WB growth forecast may be optimistic

Credit to Author: BEN KRITZ, TMT| Date: Wed, 03 Apr 2019 18:04:37 +0000

BEN KRITZ

THE World Bank (WB) created a bit of a stir this week by announcing it had reduced its gross domestic product (GDP) growth forecasts for the Philippines. Due to a number of unanticipated challenges, the multinational lender said, it revised its forecast for 2019 downward from 6.5 to 6.4 percent and lowered its forecast for 2020 and 2021 from 6.6 to 6.5 percent respectively.

This is not the sort of news the government likes to hear, so I expect that by the time this column is in print, Sal Panelo will have already been out to offer an incoherent explanation of the WB’s misunderstanding of the Philippines’ economic climate, which is really the envy of the civilized world.
If the new WB forecasts, at least for 2019, are off the mark at all, however, it is likely that they are too optimistic.

The WB highlighted the ongoing delay in enacting the 2019 budget, expected damage and price inflation resulting from the El Nino drought and the general global economic slowdown as the main reasons for revising its forecasts downward. The WB offered a rather pointed suggestion that passing tax reform measures that have been stalled in Congress since last year will help keep the economy on track, and added that the government should also exercise a bit forward thinking by investing more in public health and education.

Economic forecasts, particularly those dealing with figures like GDP that are almost too broad to be meaningful should be viewed through a blurry lens. The specific forecasts are not that significant; the difference between 6.4 and 6.5 percent GDP growth is practically undetectable even at the largest macroeconomic scales. The qualitative prediction, however, does tell us something: Economic growth will be slightly less than expected for at least the next three years.

There are reasons to conclude that economic growth will slow down by much more than a “slight” amount. That was evidently the feeling of the local stock market; on a day when objectively positive cues (an increase in China’s manufacturing index and details of progress in US-China trade negotiations) pushed every regional market higher, the Philippine Stock Exchange index (PSEi) stood out as the only one to close lower.

Over the past 10 years, growth forecasts from the WB have tended to overshoot reality by two-tenths to as much as half a percentage point. Some of the excess of caution is likely intentional; the WB’s business as a lender is not served by discouraging economic activity in an emerging or developing economy. Like any multilateral entity, the WB’s ability to operate relies on sufferance to some extent, and so the views it feels it needs to share are presented in as positive way as possible. It is also affected by large-institution inertia. An economic report presented this week is based on data gathered weeks or months ago; watering down the results to small changes in one direction or the other is a rough but easy way to compensate for changes that occur over the time it takes to produce an economic analysis.

The WB forecast noted the impact of both the budget delay and the El Nino, but downplayed both. The forecast gives the impression that risks to growth from the delayed 2019 budget will be eliminated once it is finally enacted, but that is not the case. If the 2019 budget was delivered into the hands of the Executive branch today, it will still be three to four months before it would begin to be reflected in action. Because of the cash-based system the budget puts in place, the loss of two quarters of the year means that only about half of what the government planned for 2019 can be initiated. The president’s snap announcement this week that all existing government contracts will be reviewed will only make it harder for agencies to catch up to their 2019 programs. Growth coming from government spending at all this year is a faint hope, if not an entirely vain one.

As for the El Nino, the WB seems to have joined everyone else in grossly underestimating its impact. So far the severity of the periodic climate phenomenon has caused has been much worse than expected. Agriculture losses by now have exceeded P5 billion, and water shortages, albeit aggravated by stupidity and bad planning, are going to become more frequent and more severe. The WB forecast acknowledged the possibility of higher food price inflation due to El Niño, but not the loss of productivity across the rest of the economy.

The WB also does not account for the likelihood – the near certainty, if the history of recent El Niño events is at all a reliable guide – of one or more large-scale natural disasters due to typhoons.
All of that means this year’s GDP growth will be closer to 6.0 percent than 6.5 percent. The usual response to that is, “6.0 growth is still pretty good.” That is true on a simple level, but economic history shows that countries that can claim real expansion (China is an excellent example, as is India) have had extended periods of growth of 8.0-10 percent. The Philippines is not even close to having that potential yet, and given the challenges it is currently facing, is not going to come close to achieving it any time soon.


**Exercise**
Pictures aside, repeat all the entries below exactly as they appear.

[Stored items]
********************

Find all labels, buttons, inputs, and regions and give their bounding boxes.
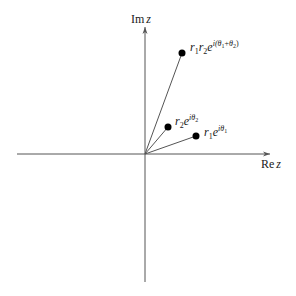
point-z2 <box>165 124 172 131</box>
vector-product <box>145 53 182 154</box>
label-z1: r1eiθ1 <box>204 124 227 141</box>
point-z1 <box>193 133 200 140</box>
imaginary-axis-label: Imz <box>131 12 151 26</box>
label-z2: r2eiθ2 <box>175 113 198 130</box>
label-product: r1r2ei(θ1+θ2) <box>190 39 239 56</box>
complex-plane-diagram: Rez Imz r1eiθ1 r2eiθ2 r1r2ei(θ1+θ2) <box>0 0 296 296</box>
real-axis-label: Rez <box>261 157 281 171</box>
point-product <box>179 50 186 57</box>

********************

**Answer section**
Find all labels, buttons, inputs, and regions and give their bounding boxes.
point-z2 <box>165 124 172 131</box>
vector-product <box>145 53 182 154</box>
label-z1: r1eiθ1 <box>204 124 227 141</box>
point-z1 <box>193 133 200 140</box>
imaginary-axis-label: Imz <box>131 12 151 26</box>
label-z2: r2eiθ2 <box>175 113 198 130</box>
label-product: r1r2ei(θ1+θ2) <box>190 39 239 56</box>
complex-plane-diagram: Rez Imz r1eiθ1 r2eiθ2 r1r2ei(θ1+θ2) <box>0 0 296 296</box>
real-axis-label: Rez <box>261 157 281 171</box>
point-product <box>179 50 186 57</box>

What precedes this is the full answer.